**PROMPT:**
For each line below with the word "will", write out a copy.

··········

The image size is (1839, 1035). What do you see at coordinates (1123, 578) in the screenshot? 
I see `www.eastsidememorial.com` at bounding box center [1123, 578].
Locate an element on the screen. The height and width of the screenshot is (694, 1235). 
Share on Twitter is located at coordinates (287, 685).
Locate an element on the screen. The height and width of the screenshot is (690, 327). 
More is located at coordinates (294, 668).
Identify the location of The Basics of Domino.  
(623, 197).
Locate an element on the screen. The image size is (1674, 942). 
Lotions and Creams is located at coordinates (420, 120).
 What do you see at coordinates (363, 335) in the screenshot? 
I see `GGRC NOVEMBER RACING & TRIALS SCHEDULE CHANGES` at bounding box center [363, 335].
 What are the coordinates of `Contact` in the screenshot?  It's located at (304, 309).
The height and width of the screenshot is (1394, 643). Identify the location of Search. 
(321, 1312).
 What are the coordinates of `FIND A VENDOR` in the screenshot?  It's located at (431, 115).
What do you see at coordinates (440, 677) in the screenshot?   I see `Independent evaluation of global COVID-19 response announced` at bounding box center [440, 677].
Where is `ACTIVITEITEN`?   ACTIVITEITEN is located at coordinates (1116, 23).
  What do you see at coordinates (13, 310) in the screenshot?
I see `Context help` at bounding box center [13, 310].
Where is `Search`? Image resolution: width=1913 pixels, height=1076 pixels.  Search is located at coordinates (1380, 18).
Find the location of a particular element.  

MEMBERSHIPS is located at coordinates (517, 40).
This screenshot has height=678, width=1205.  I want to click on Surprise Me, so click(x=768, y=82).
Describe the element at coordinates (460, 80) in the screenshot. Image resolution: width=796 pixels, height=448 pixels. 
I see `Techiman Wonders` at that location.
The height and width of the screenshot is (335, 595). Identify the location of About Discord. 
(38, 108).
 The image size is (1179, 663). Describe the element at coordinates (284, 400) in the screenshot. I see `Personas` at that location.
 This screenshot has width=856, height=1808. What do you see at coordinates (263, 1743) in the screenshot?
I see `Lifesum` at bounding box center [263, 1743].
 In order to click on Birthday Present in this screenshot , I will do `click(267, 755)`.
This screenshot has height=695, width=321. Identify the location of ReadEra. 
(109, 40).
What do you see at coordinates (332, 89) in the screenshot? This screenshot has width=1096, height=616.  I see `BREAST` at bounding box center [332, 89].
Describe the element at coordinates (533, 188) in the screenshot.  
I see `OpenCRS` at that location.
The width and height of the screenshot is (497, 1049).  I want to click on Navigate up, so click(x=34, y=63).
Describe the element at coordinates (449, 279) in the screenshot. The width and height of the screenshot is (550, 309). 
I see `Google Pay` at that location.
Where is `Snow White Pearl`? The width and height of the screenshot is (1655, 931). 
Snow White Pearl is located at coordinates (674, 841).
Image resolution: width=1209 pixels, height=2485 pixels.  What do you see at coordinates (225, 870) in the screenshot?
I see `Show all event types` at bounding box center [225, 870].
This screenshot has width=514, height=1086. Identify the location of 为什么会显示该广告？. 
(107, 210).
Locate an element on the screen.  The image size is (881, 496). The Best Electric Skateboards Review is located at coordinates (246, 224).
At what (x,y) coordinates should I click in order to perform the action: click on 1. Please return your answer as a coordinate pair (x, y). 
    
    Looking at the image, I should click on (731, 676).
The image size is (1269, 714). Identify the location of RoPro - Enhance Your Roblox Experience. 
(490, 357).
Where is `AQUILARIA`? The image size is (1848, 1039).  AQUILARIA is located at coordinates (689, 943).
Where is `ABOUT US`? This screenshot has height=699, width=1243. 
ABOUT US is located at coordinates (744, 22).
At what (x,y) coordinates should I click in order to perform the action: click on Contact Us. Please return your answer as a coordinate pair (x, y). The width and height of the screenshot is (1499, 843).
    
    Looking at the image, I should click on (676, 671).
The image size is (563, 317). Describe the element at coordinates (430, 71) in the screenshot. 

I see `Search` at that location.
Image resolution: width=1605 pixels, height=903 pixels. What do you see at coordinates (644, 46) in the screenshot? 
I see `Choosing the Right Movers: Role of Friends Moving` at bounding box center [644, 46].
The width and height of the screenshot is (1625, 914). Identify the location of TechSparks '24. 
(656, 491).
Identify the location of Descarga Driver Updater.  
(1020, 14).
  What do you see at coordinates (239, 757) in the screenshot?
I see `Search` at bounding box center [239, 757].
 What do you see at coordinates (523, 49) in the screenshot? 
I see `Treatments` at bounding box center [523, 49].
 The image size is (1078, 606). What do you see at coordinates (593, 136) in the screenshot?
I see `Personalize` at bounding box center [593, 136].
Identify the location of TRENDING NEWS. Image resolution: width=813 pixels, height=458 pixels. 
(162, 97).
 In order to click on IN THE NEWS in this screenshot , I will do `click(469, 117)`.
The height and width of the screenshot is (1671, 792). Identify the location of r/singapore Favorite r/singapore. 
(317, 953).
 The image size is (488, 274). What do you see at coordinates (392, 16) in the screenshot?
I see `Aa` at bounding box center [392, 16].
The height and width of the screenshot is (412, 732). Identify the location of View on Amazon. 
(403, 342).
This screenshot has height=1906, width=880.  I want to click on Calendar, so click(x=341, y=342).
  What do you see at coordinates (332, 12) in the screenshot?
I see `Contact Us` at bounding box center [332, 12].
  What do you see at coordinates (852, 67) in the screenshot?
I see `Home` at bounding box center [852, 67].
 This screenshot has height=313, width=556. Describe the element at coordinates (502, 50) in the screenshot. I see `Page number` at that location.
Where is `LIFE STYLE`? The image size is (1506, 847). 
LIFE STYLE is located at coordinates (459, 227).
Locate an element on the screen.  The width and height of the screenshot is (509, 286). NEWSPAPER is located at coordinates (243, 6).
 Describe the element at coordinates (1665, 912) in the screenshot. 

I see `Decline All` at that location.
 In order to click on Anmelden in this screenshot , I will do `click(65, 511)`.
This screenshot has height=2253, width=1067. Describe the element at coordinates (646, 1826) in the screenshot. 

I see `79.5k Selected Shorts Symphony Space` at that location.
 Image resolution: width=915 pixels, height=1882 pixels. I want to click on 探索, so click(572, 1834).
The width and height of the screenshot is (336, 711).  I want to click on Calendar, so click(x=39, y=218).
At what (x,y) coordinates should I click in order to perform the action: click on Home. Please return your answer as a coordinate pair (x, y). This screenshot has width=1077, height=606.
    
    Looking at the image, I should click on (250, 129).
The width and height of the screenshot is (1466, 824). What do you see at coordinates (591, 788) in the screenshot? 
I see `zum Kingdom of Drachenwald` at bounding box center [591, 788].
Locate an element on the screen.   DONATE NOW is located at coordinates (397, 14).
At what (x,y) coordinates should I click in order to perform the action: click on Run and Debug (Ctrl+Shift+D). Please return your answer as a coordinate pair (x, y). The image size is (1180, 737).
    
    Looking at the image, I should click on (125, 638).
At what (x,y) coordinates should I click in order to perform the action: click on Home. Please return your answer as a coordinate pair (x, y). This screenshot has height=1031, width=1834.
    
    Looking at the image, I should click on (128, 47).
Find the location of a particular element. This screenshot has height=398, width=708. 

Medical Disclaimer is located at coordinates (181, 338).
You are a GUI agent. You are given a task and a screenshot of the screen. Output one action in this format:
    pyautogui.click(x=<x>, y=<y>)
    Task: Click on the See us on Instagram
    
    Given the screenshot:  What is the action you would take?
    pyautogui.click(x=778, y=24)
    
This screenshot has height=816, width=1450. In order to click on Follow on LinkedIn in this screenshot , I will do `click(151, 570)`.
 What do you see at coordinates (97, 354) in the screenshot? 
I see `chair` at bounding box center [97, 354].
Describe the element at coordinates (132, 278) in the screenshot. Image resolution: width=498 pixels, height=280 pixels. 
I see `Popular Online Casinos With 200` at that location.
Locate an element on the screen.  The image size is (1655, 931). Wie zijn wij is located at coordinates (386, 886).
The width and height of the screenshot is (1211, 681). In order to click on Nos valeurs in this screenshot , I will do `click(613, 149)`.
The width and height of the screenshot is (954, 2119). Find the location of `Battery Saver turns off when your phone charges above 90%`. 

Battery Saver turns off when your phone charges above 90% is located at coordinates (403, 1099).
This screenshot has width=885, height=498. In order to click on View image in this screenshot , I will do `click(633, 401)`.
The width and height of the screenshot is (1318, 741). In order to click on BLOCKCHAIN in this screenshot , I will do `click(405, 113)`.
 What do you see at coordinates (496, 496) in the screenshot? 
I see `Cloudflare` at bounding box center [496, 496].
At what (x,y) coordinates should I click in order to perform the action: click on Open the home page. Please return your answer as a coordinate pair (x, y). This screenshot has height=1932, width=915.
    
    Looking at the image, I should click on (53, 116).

··········

**RESPONSE AREA:**
 In order to click on Birthday Present in this screenshot , I will do `click(267, 755)`.
 In order to click on IN THE NEWS in this screenshot , I will do `click(469, 117)`.
 In order to click on Anmelden in this screenshot , I will do `click(65, 511)`.
This screenshot has height=816, width=1450. In order to click on Follow on LinkedIn in this screenshot , I will do `click(151, 570)`.
The width and height of the screenshot is (1211, 681). In order to click on Nos valeurs in this screenshot , I will do `click(613, 149)`.
This screenshot has width=885, height=498. In order to click on View image in this screenshot , I will do `click(633, 401)`.
The width and height of the screenshot is (1318, 741). In order to click on BLOCKCHAIN in this screenshot , I will do `click(405, 113)`.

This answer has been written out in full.